As forests burn, the physiological responses of trees to stress or injury result from a combination of simultaneous processes, and fire behavior can vary from tree to tree. More frequent and robust indicators of the 1985 event suggest that fire severity and intensity affect tree responses. Post-fire measurements of char height, crown scorch, tree mortality, basal sprouting, and fire severity (e.g., Ramage et al. 2010, Lazzeri-Aerts and Russell 2014) coupled with increment cores collected several years later from standing redwoods could link growth and anatomical indicators to specific drivers. Although tree size may influence responsiveness to fire due to bark thickness (Sillett et al. 2015), epicormic sprouting (Abbott 1987), and ability to survive fire (Ramage et al. 2010, Douglas and Bendure 2012), no size-related trend in fire indicators is evident in this study of trees 93 cm f-DBH to 481 cm f-DBH. While individuals show varying degrees of radial growth and wood anatomy effects following the MW and LH events, sampling trees regardless of external signs of fire reliably capture tree-ring indicators when viewed in aggregate.
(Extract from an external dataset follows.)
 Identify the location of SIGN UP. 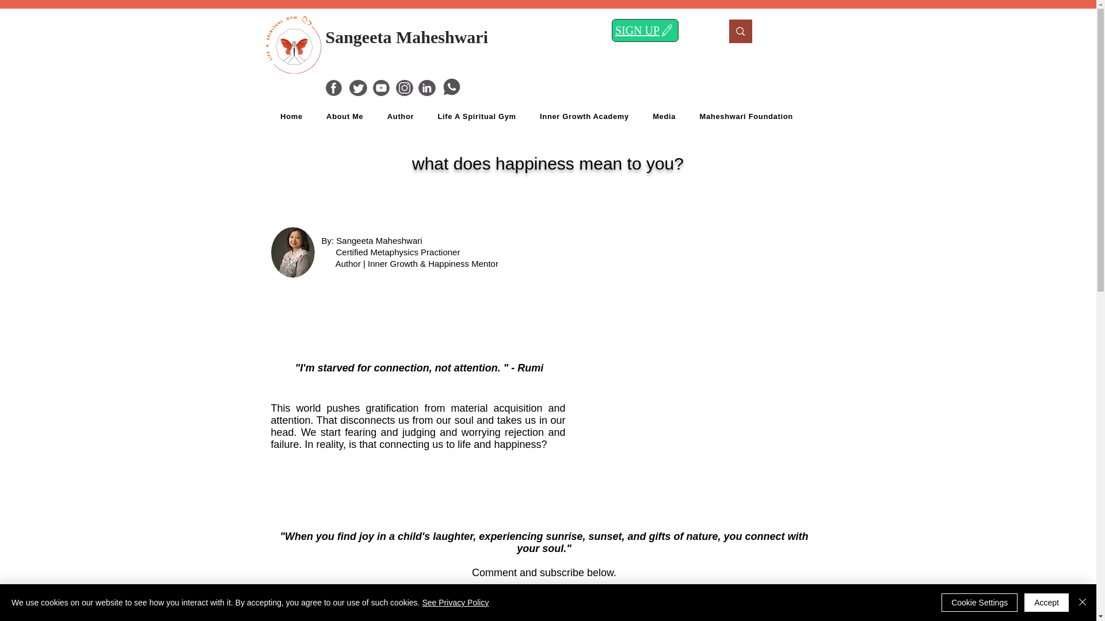
(644, 30).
To further resolve redwood fire histories, we applied a detection method applicable to standing trees, broadening the scope of individuals and forests available for study. Non-climatic growth suppression and anatomical indicators left a fingerprint in the tree-ring history revealing five additional events at LH. Since disturbances other than fire also cause reduced radial growth and atypical wood anatomy (Stoffel and Bollschweiler 2008), these dates isolate potential fire years and would ideally be used in combination with fire scars to document spatial extent. The inclusion of two samples outside of the plot provided evidence of the July 1977 Marble Cone Fire, which burned the nearby Ventana Wilderness. In 1841, fires burned forests in northern and central California (Skinner et al. 2009), and we infer that this regional event extends to the Big Sur coast. Declining sample depth limits the interpretation of results prior to the 1700s. The relationship between radial increment and fire should be considered if climate reconstructions are generated from redwoods. Reconstructions are likely for southern locations near LH, where ring widths show strong sensitivities to drought (Carroll et al. 2014) and cross-dated chronologies now extend to 1540.
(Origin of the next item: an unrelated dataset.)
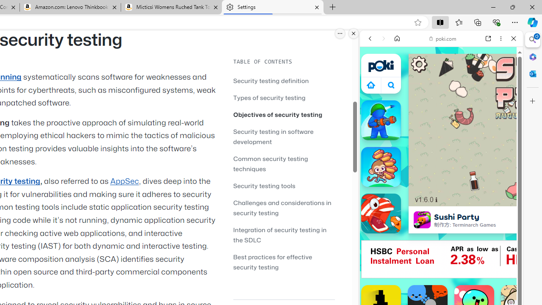 The width and height of the screenshot is (542, 305). I want to click on Security testing definition, so click(271, 80).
Using anatomical and growth indicators captured by increment cores from standing trees provides a valuable tool for better resolving fire histories in the redwood region. A complementary methodology sampling both fire-scarred stumps and non-scar indicators from living trees would help to crossdate basal scars, further ascertain the applicability of the non-scar indicators (e.g., prior to fire-exclusion fuel buildups, under varying fire severities and seasons), and better quantify fire extent in redwood forests. A more robust understanding of redwood’s fire regime remains a goal for improved conservation (Varner and Jules 2017) of the 7.1% of redwood forests that are large and complex (Cowan et al. 2017), as well as for promoting old-growth characteristics in young redwood forests (Engber et al. 2017). As we continue to expand the network of crossdated redwood tree-ring records (Carroll et al. 2017), we will utilize these methods to understand the role of fire in redwood forests.